Being White

A Memoir

by Doug Power


Formats

Softcover
$19.95
E-Book
$8.99
Hardcover
$28.99
Softcover
$19.95

Book Details

Language : English
Publication Date : 6/28/2012

Format : Softcover
Dimensions : 6x9
Page Count : 304
ISBN : 9781477217481
Format : E-Book
Dimensions : N/A
Page Count : 304
ISBN : 9781477217498
Format : Hardcover
Dimensions : 6x9
Page Count : 304
ISBN : 9781477216651

About the Book

When Doug’s father refuses to return to suburban New York from one of his lengthy business trips, his mother swallows a bottle of sleeping pills and Doug and sister Constance move in with their mother’s mother in Rochester, who takes them in temporarily. At the end of the school year, Constance goes on to college and Grandma unloads Doug, putting him on a plane to Chicago to live with Carleton, the father he barely knows, and his father’s young, beautiful, Native American wife.

Doug finds himself living two blocks from the infamous Cabrini-Green housing projects, in an area where whites had mostly fled and black gangs are taking control.

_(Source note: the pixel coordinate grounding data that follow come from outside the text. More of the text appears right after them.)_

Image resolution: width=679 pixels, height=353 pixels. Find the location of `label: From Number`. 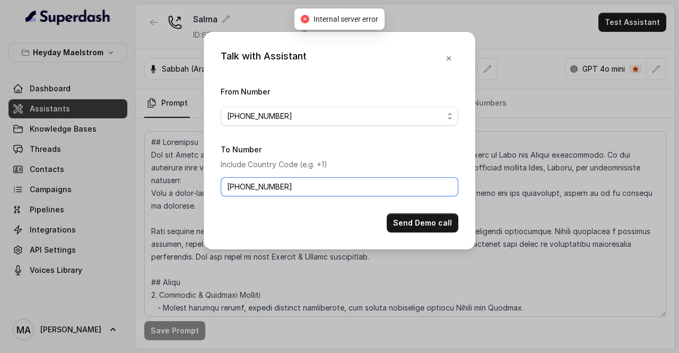

label: From Number is located at coordinates (245, 91).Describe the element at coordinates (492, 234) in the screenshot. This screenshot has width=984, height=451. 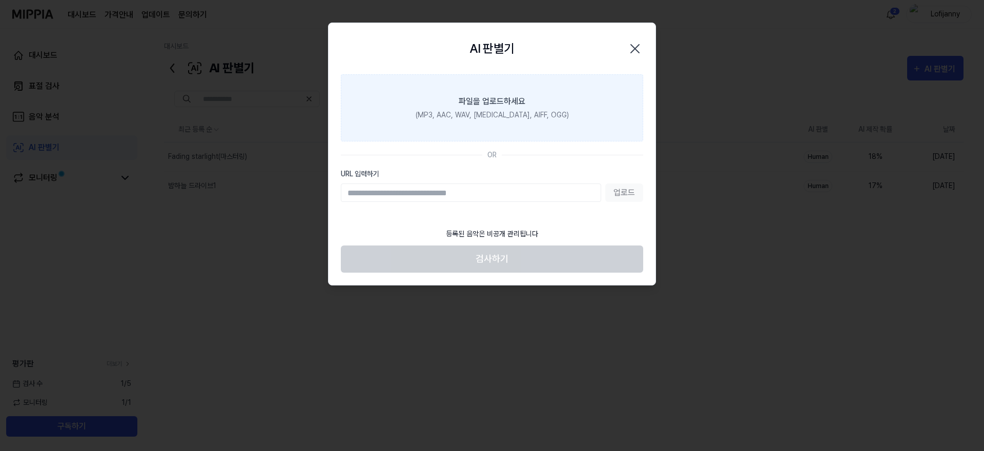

Carleton moved in with Mary a year earlier, marrying her two weeks after his wife died, and they remain in her apartment in the changing neighborhood because he’d lost another job due to his drinking and because Mary didn’t like to be surrounded by white people anyway.

Doug is immediately thrust into a world of petty crime, violence, and racial hatred, some of which emanates from Mary, who loves his father but despises herself for living with a white man. And yet, on her good days, she becomes more of a mother to Doug than he’d ever had, teaching him how to treat a lady and how to find his way in the inner-city. On her bad days, she locks him out of their apartment.

So Doug comes of age in the streets, dates girls who live in the projects, and sees people beaten and killed. The people he comes to trust and learn from are people who are not white. They’re Indian, they’re Hispanic, and mostly they’re Black.

So who is he, he wonders, who thought of himself as White?

This is the story of how it turns out.


About the Author

Doug Power has been a paper boy, grocery clerk, camp counselor, union member, Congress of Racial Equality member, warehouse laborer, FBI-labeled revolutionary, steamfitter apprentice, University of Chicago dropout, bartender/bouncer at Seattle’s Blue Moon Tavern, improvisational actor, advertising copywriter, Assistant Chief of Staff for Mayor Harold Washington, Sunday School teacher, creator of Chicago CivicNet, creator of fiber networks for rural hospitals, and through it all, still, sometimes, a writer.

He has cut deals with the Chicago City Council, the Illinois General Assembly, the Mayor’s Office and the Governor’s Office. He’s knocked on doors for Harold Washington, Richard M. Daley, Congressman Rostenkowski, and Congressman (now Mayor) Rahm Emanuel.

He’s had stories published in the New Orleans Review, TriQuarterly, Witness, and Other Voices, and, as a proponent for community empowerment, has made presentations about broadband and economic development at conferences throughout the US and Canada.

He is passionate about politics and the evils caused by personal and corporate greed. He is frustrated by racists and aggravated by political correctness.

He loves the Seinfeld series and wishes Larry and Jerry would get back together, and while considered a lefty, is known also to be annoyed at slow traffic caused by pointy-headed intellectuals riding their bicycles (the only valid thing George Wallace ever said).

He loves his wife and children and is happiest when they’re together. And for his epitaph, an old friend suggested this: He was always good for a Rolaids.